Human Rights Writers Association of Nigeria (HURIWA) has told the Deputy Speaker of the House of Representatives, Benjamin Kalu, to stop creating the impression that the Igbo people are beggars who line up around government houses to collect bags of rice and remnants of foodstuffs.
The rights group admonished him to stop insulting Ndigbo by informing the world that hunger instigated the extensive and heightened state of insecurity in the South East.
HURIWA emphasised that the root causes of the worrisome insecurity and seeming instability in the once economically flourishing and peaceful South East is not because the people are lazy and, therefore, hungry, stressing that Kalu’s Peace in South East East Project (PISE-P) has attempted to recreate false narratives by distributing bags of rice to some people in Abia State.
The group said: “Kalu needs to know that most Igbo youths are either in their shops working hard to make a decent living, or farming and engaging in other productive enterprises even in the information technology sectors.”
“The Igbo youths, who are well educated and highly skilled, are busy working as medical experts and academics in the different reputable faculties in the advanced societies of Canada, U.S.A, Australia, France, Italy, Germany. So, the Deputy Speaker should stop distracting Ndigbo because we will never reduce ourselves to the pathetic position of beggars. Begging is antithetical to our culture and is, indeed, a cultural heresy.”
HURIWA recalled that the Deputy Speaker flagged off his initiative in Bende Council of Abia State under the agriculture and food security pillar of PISE-P, titled, ‘A Hungry Man is An Angry Man’ in recognition of the importance of food in the drive for peace in the region.
According to reports, the launch witnessed the distribution of food items across the 17 local councils of the state and other areas in the region.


Work request => Output the entries as they appear, skipping images.
**** Provided data
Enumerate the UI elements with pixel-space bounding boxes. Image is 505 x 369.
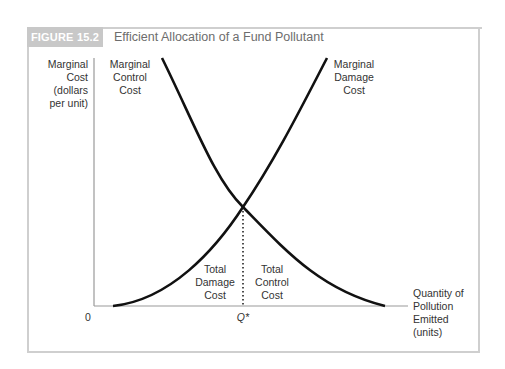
q-star-label: Q* bbox=[232, 311, 254, 324]
x-axis-label: Quantity of Pollution Emitted (units) bbox=[413, 287, 483, 339]
y-axis-label: Marginal Cost (dollars per unit) bbox=[30, 58, 88, 110]
origin-label: 0 bbox=[82, 311, 94, 324]
total-damage-cost-label: Total Damage Cost bbox=[190, 263, 240, 302]
mdc-label: Marginal Damage Cost bbox=[328, 58, 380, 97]
total-control-cost-label: Total Control Cost bbox=[247, 263, 297, 302]
mcc-label: Marginal Control Cost bbox=[103, 58, 157, 97]
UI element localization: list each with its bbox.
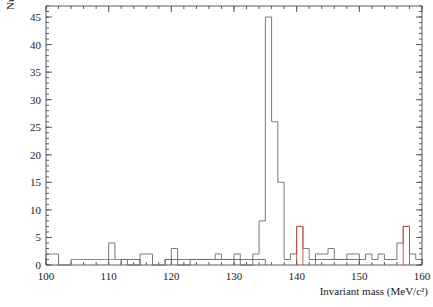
x-tick-label: 150 [351,270,368,282]
y-tick-label: 35 [30,66,42,78]
x-tick-label: 160 [414,270,431,282]
x-tick-label: 130 [226,270,243,282]
x-tick-label: 140 [288,270,305,282]
x-axis-tick-labels: 100110120130140150160 [38,270,431,282]
y-tick-label: 45 [30,11,42,23]
y-tick-label: 25 [30,121,42,133]
histogram-series [46,17,422,265]
histogram-trace-data [46,17,422,265]
y-axis-tick-labels: 051015202530354045 [30,11,42,271]
x-axis-title: Invariant mass (MeV/c²) [320,285,429,298]
x-tick-label: 110 [101,270,118,282]
y-tick-label: 20 [30,149,42,161]
plot-frame [46,6,422,265]
y-tick-label: 30 [30,94,42,106]
x-tick-label: 100 [38,270,55,282]
y-tick-label: 15 [30,176,42,188]
x-tick-label: 120 [163,270,180,282]
y-tick-label: 5 [36,231,42,243]
y-tick-label: 10 [30,204,42,216]
axis-ticks [46,6,422,265]
y-axis-title: Number of events [4,0,16,10]
invariant-mass-histogram-figure: 100110120130140150160 051015202530354045… [0,0,433,307]
y-tick-label: 40 [30,39,42,51]
y-tick-label: 0 [36,259,42,271]
histogram-plot: 100110120130140150160 051015202530354045… [0,0,433,307]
********
Reply =>
Enumerate the UI elements with pixel-space bounding boxes. Image is 505 x 369.
q-star-label: Q* bbox=[232, 311, 254, 324]
x-axis-label: Quantity of Pollution Emitted (units) bbox=[413, 287, 483, 339]
y-axis-label: Marginal Cost (dollars per unit) bbox=[30, 58, 88, 110]
origin-label: 0 bbox=[82, 311, 94, 324]
total-damage-cost-label: Total Damage Cost bbox=[190, 263, 240, 302]
mdc-label: Marginal Damage Cost bbox=[328, 58, 380, 97]
total-control-cost-label: Total Control Cost bbox=[247, 263, 297, 302]
mcc-label: Marginal Control Cost bbox=[103, 58, 157, 97]
UI element localization: list each with its bbox.
x-tick-label: 150 [351,270,368,282]
y-tick-label: 35 [30,66,42,78]
x-tick-label: 160 [414,270,431,282]
x-tick-label: 130 [226,270,243,282]
x-tick-label: 140 [288,270,305,282]
x-axis-tick-labels: 100110120130140150160 [38,270,431,282]
y-tick-label: 45 [30,11,42,23]
y-tick-label: 25 [30,121,42,133]
histogram-series [46,17,422,265]
histogram-trace-data [46,17,422,265]
y-axis-tick-labels: 051015202530354045 [30,11,42,271]
x-axis-title: Invariant mass (MeV/c²) [320,285,429,298]
x-tick-label: 110 [101,270,118,282]
y-tick-label: 20 [30,149,42,161]
plot-frame [46,6,422,265]
y-tick-label: 30 [30,94,42,106]
x-tick-label: 100 [38,270,55,282]
y-tick-label: 15 [30,176,42,188]
x-tick-label: 120 [163,270,180,282]
y-tick-label: 5 [36,231,42,243]
y-tick-label: 10 [30,204,42,216]
axis-ticks [46,6,422,265]
y-axis-title: Number of events [4,0,16,10]
invariant-mass-histogram-figure: 100110120130140150160 051015202530354045… [0,0,433,307]
y-tick-label: 40 [30,39,42,51]
y-tick-label: 0 [36,259,42,271]
histogram-plot: 100110120130140150160 051015202530354045… [0,0,433,307]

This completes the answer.